Free-form hook up
Aileen Campbell Dylan Nyoukis Phil Minton
GIO’s bottomless throat, Blood Stereo’s slobber gobbler and the Mouth Of The South tangle tonsils over Steve McCaffrey’s Carnival
Arika have been creating events since 2001. The Archive is space to share the documentation of our work, over 600 events from the past 20 years. Browse the archive by event, artists and collections, explore using theme pairs, or use the index for a comprehensive overview.
GIO’s bottomless throat, Blood Stereo’s slobber gobbler and the Mouth Of The South tangle tonsils over Steve McCaffrey’s Carnival
A cast of pioneering and provocative spirits who exist outside the mainstream, between borders and definitions; a series of events that each explore different aspects of music that doesn’t quite fit any given category. INSTAL 08 included the Self-Cancellation project.
Robin Hayward – exploring the micro-sounds of a tuba, filling slowly with sand.

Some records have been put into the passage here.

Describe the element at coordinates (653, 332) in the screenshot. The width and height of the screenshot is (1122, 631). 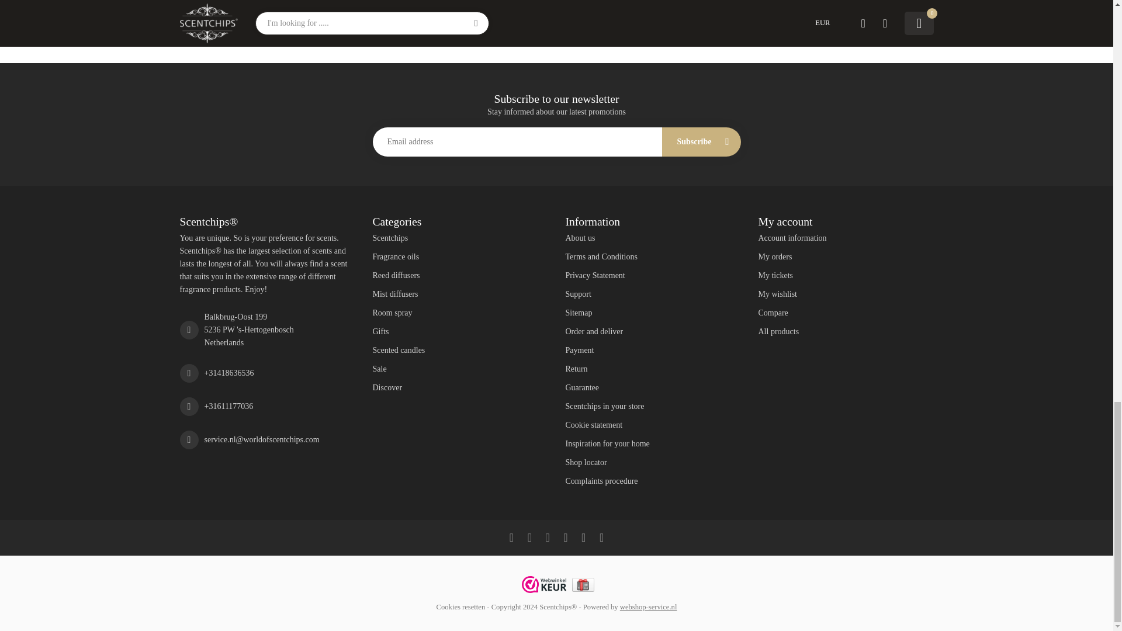
I see `Order and deliver` at that location.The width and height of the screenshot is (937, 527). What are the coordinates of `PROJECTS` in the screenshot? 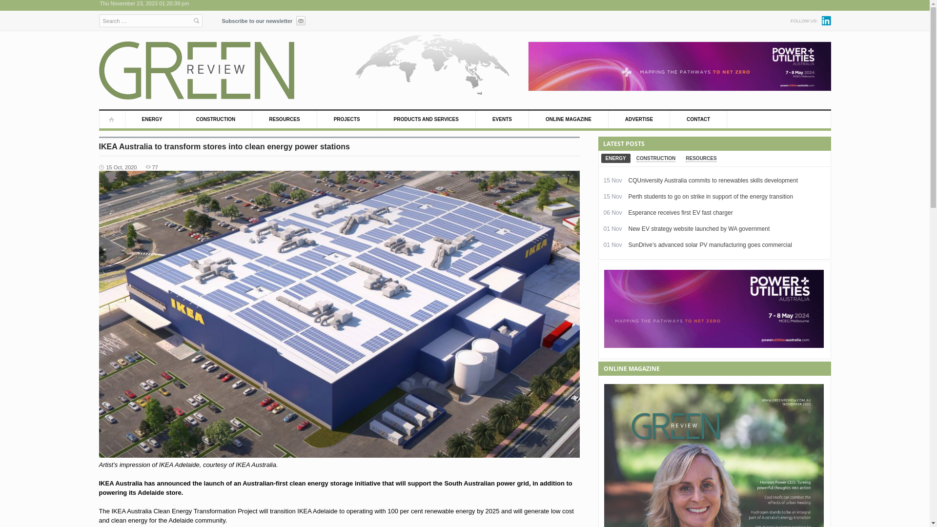 It's located at (348, 120).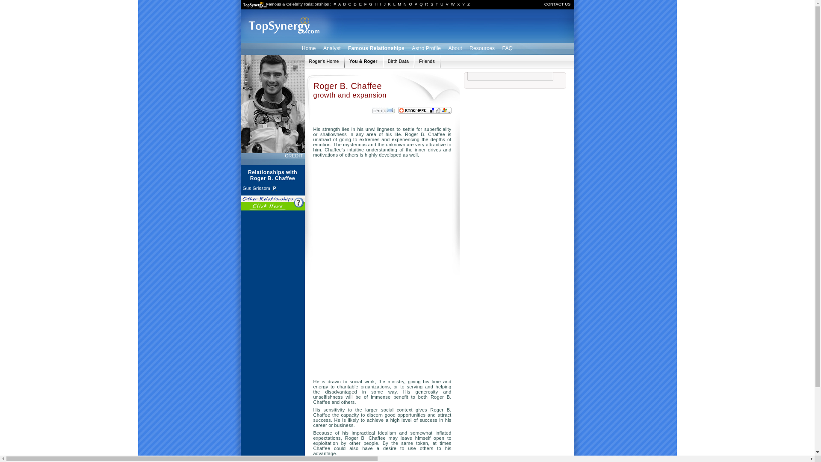 This screenshot has width=821, height=462. What do you see at coordinates (426, 48) in the screenshot?
I see `Astro Profile` at bounding box center [426, 48].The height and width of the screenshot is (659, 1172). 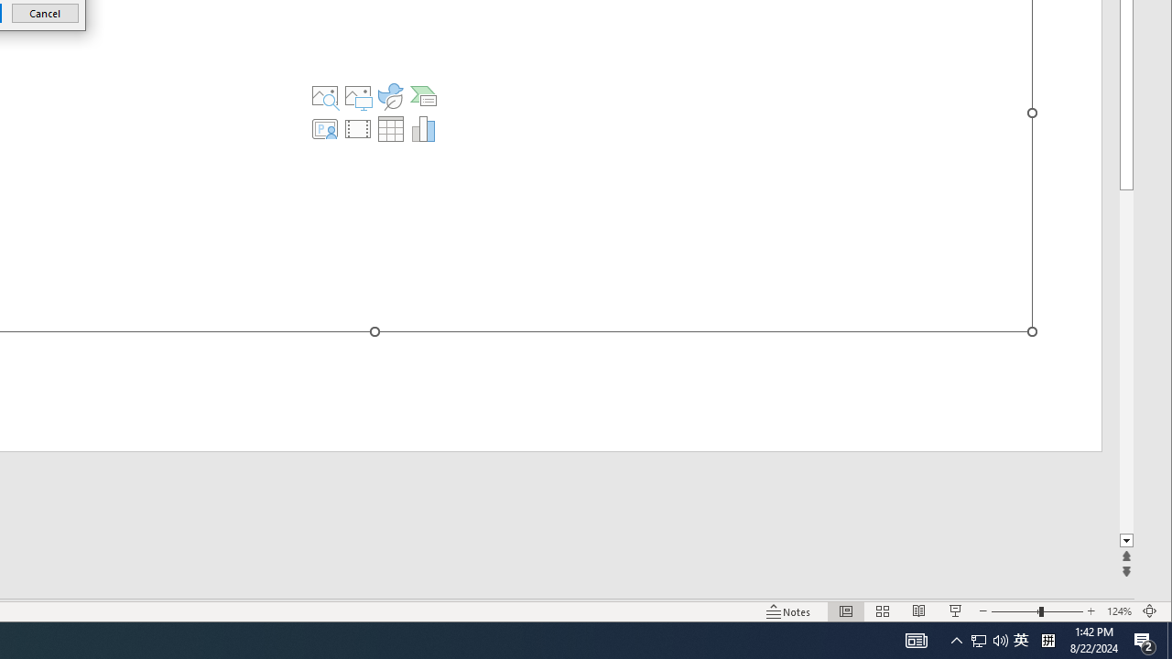 I want to click on Insert an Icon, so click(x=390, y=95).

A performed, open, public conversation about how we might think politics from the position of intuition, in which Denise and Valentina use un-reasonable tools to map out a hybrid poetical/ ethical reading of their own situations.

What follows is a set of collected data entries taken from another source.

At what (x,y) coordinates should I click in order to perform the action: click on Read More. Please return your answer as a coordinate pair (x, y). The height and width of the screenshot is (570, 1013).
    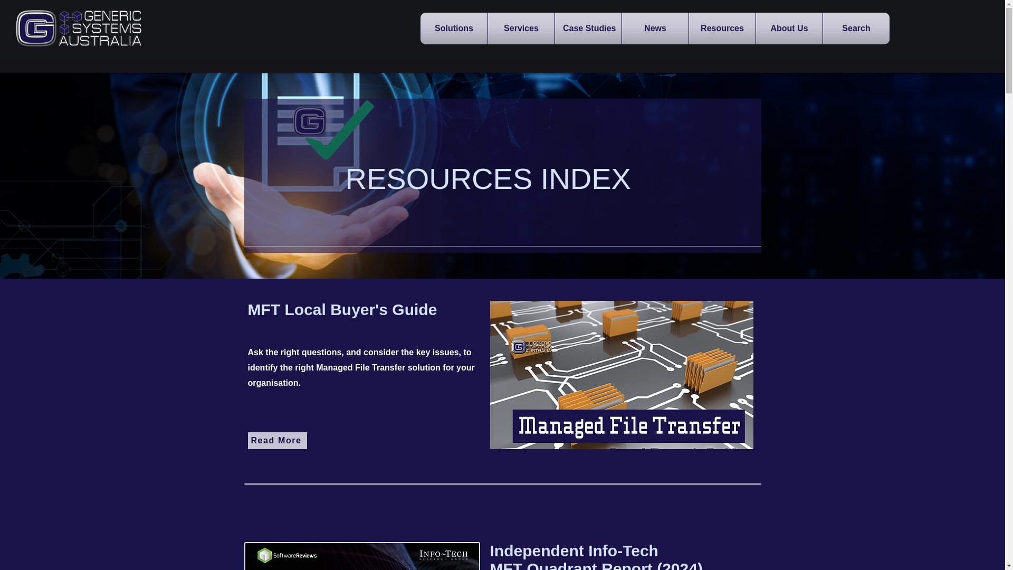
    Looking at the image, I should click on (278, 440).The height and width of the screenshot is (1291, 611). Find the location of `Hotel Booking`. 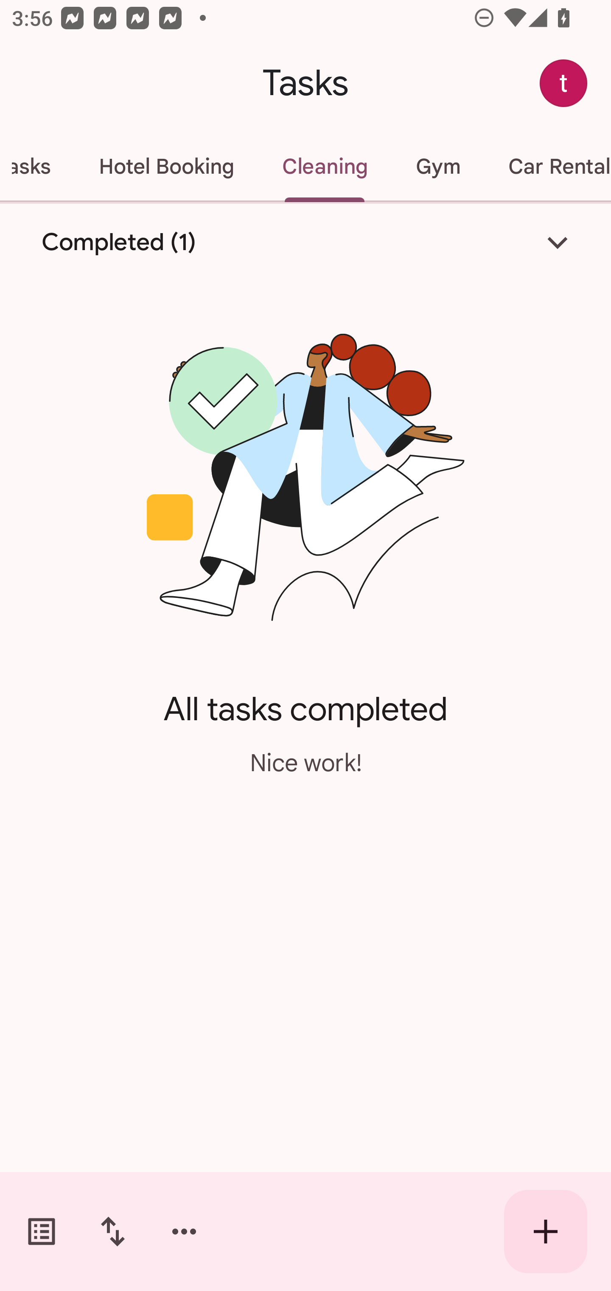

Hotel Booking is located at coordinates (166, 166).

French improviser, composer, writer & musical thinker of dry humour and elegant clarity. Sly conjurer of music from the unconsidered processes of music making.
Glasgow. Free-playing quartet of bass/ cello/ voice from The Glasgow Improvisors Orchestra and Age Of Wire & String.
A dense, hard, immersive, chaotic spatial performance in sound: a momentary gap in consciousness, free of order or decision.
Sachiko’s very simple, pure sine tones and structures. Otomo on double pianos. Filament’s music isn’t composed and it isn’t improvised: it’s a hybrid of the two.
A changing pool of people (40 or so at a time – artists, audiences, etc) talk for 90 minutes in a simultaneous series of open-ended round-table discussions, structured like speed dating, and mixed live as both a concert and for radio broadcast.
Performing with hand built radio transmitters, which react to interference in the atmosphere and the electrical impedance of his hands, his radio art is a form of social practice; a statement in opposition to mass media.
A confrontational and somehow shamanic stance; introspective silences shattered by savage jabs at the strings, whirlwind strums dying into spartan chords
An original and beautifully simple performed installation forging a direct link between sound and image.